Hikmat - Twin Wisdoms

Indian Muslim Aspirations

Date: 16(?) January 1930
Location: Antibes
Speaker: Aga Khan III
Source: Speeches of Aga Khan III – K K Aziz

Full Text

Sind as a separate province – reforms in the North-West Frontier Province and Baluchistan.

In his letter published on January 14 Sir Arthur Conan Doyle, complaining of lack of effort to counter the Indian National Congress agitation for independence, suggests inter alia that the Mohamedans of India should say what they want. Those who follow closely Indian affairs will not have forgotten that the wishes of the community were expressed clearly and emphatically at the All-India Moslem Conference held at Delhi under my presidency on December 31, 1928, and the following day. The Conference was composed of an overwhelming majority of the elected rep resentatives of the community in the Central and Provincial Legislatures and the leaders and influential men of every section from the extreme Left to the extreme Right. In the words of The Annual Register, 1928, the gathering was “remarkably represen tative.”

A manifesto, in the form of a long resolution passed unani mously, states the full case of the Indian Moslems. Postulating a federal system for India, it insists on the necessity for the continu ance of separate Moslem electorates as essential, under existing conditions, for the evolution of really representative democratic government. It asks that Sind should be constituted a separate province, and that constitutional reforms should be introduced in the North-West Frontier Province and Baluchistan. The minimum safeguards required against communal legislation and unfavourable amendment of the Constitution are indicated. The final paragraph declares that no Constitution, by whomsoever proposed or devised, will be acceptable to the Moslems unless it conforms to the principles laid down in the resolution.

The events of the past 12 months have strengthened rather than weakened Moslem adherence to this considered declar ation. It was reaffirmed again and again in evidence submitted to the Joint Free Conference under Sir John Simon’s chairman ship, and is the basis of a closely reasoned minute of dissent to the Report of the Indian Central Committee signed by two Moslem members.

Source: The Times, London, 18 January 1930.

The letter, written from Antibes in France, is undated. It is reasonable to assume that it was written on 16 January, received by the journal on the 17th and published in the issue of the 18th.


TO DO: Select the lines below containing the word "open".
======== RECORDS SUPPLIED ========
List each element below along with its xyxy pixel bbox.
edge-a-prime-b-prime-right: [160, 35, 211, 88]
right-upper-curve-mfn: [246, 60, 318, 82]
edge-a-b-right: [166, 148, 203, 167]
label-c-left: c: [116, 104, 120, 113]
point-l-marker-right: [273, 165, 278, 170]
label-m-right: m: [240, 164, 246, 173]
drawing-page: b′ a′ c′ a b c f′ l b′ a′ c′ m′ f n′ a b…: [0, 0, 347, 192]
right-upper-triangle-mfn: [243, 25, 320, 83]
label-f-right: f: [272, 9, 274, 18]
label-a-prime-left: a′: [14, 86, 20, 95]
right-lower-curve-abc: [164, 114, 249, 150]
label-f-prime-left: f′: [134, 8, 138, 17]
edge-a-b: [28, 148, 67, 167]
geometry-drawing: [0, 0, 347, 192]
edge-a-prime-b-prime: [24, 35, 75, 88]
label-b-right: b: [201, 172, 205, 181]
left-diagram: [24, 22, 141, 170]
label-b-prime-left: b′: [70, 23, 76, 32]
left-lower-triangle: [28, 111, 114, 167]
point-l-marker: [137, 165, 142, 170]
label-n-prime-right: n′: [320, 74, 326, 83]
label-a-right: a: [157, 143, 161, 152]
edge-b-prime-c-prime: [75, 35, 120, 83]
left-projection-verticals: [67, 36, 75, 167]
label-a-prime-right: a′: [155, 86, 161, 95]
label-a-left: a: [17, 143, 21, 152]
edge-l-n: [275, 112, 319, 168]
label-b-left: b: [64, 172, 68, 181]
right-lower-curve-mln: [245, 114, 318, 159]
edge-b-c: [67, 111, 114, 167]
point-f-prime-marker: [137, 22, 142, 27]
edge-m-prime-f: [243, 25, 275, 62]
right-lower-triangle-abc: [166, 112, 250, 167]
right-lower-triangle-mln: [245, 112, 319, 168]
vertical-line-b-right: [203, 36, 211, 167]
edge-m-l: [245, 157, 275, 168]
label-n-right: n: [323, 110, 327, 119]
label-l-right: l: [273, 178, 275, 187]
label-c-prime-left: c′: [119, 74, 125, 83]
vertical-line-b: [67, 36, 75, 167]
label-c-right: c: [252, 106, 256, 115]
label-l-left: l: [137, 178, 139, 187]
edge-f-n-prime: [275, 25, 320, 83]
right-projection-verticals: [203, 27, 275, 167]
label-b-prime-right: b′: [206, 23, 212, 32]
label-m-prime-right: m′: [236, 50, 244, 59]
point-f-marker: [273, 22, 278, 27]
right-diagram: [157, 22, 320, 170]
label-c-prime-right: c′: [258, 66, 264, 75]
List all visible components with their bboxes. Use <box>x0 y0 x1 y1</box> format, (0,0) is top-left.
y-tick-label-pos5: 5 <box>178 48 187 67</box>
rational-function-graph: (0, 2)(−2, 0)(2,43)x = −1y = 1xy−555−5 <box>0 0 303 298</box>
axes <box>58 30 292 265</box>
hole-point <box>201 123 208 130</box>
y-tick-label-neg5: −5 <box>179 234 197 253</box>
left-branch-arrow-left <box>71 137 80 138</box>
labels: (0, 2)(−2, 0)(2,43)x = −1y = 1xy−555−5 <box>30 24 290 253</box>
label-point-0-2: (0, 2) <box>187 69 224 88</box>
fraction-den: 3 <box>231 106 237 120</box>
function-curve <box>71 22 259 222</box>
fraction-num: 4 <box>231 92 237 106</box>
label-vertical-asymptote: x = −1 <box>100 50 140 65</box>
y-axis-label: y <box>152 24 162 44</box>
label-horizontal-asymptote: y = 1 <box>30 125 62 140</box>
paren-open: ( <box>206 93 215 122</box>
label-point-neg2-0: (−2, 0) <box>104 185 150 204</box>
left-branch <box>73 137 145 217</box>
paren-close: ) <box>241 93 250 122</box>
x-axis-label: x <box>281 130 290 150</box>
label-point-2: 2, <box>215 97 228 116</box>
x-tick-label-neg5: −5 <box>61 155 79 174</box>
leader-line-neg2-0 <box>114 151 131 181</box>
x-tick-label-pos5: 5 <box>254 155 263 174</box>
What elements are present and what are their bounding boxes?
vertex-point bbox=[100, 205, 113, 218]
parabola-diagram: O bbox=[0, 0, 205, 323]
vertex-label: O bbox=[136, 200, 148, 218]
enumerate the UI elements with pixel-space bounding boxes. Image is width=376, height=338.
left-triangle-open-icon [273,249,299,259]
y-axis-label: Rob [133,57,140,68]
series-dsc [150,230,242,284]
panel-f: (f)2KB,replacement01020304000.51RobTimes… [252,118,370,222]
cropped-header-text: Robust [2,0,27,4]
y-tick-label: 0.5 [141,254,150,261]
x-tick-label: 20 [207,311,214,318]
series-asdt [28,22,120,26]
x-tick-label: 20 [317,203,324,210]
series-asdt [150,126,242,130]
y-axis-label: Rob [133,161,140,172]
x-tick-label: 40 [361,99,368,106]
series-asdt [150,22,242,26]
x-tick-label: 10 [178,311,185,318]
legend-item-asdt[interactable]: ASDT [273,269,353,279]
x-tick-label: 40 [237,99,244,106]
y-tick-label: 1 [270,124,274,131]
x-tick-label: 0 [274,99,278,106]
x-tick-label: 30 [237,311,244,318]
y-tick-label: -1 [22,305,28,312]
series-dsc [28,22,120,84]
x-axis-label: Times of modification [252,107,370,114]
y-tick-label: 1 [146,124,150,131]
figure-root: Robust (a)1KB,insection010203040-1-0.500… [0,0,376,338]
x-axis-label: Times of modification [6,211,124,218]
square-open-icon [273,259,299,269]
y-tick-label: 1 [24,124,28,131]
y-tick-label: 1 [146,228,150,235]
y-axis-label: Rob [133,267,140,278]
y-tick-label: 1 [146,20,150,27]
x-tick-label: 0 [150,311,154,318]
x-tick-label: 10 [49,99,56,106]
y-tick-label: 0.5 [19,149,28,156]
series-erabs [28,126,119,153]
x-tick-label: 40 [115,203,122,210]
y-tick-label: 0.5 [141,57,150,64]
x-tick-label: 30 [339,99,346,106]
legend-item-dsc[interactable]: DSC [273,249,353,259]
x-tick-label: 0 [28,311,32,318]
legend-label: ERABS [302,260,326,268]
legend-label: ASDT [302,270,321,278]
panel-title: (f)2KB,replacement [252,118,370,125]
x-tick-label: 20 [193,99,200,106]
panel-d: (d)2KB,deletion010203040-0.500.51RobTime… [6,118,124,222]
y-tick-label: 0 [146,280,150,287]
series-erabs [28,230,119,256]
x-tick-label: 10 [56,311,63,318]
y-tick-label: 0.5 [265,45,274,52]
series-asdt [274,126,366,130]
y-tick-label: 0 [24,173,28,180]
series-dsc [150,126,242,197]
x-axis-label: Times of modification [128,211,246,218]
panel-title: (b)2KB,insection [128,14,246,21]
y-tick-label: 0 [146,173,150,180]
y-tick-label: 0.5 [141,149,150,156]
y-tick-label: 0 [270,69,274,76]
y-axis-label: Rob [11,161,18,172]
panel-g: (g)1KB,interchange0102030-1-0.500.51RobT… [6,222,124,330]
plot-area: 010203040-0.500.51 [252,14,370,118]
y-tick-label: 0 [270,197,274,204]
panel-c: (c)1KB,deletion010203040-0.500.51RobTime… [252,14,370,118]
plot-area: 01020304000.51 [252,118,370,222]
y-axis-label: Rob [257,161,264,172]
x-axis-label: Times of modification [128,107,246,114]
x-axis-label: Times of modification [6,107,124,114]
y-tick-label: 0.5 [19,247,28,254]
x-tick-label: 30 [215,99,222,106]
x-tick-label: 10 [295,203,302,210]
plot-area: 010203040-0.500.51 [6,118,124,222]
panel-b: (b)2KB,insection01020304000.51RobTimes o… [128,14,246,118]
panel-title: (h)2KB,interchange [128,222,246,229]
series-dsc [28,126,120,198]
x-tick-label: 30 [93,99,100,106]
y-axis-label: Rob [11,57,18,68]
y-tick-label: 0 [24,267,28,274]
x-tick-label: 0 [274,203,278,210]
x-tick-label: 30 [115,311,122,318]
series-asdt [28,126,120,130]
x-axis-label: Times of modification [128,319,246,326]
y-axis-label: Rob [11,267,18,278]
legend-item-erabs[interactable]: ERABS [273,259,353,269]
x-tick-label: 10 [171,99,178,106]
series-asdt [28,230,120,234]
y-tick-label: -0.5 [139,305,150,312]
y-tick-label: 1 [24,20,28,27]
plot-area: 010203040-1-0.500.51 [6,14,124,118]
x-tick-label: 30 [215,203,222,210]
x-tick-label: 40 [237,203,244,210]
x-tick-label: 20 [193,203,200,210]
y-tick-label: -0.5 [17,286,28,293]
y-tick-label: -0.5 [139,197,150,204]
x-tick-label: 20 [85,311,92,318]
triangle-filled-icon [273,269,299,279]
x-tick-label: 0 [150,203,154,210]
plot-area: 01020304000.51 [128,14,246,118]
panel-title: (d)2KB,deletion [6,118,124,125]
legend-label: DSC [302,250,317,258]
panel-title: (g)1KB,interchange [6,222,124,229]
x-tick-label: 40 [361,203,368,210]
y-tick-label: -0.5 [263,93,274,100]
========
WRITTEN SOLUTION:
paren-open: ( <box>206 93 215 122</box>
left-triangle-open-icon [273,249,299,259]
square-open-icon [273,259,299,269]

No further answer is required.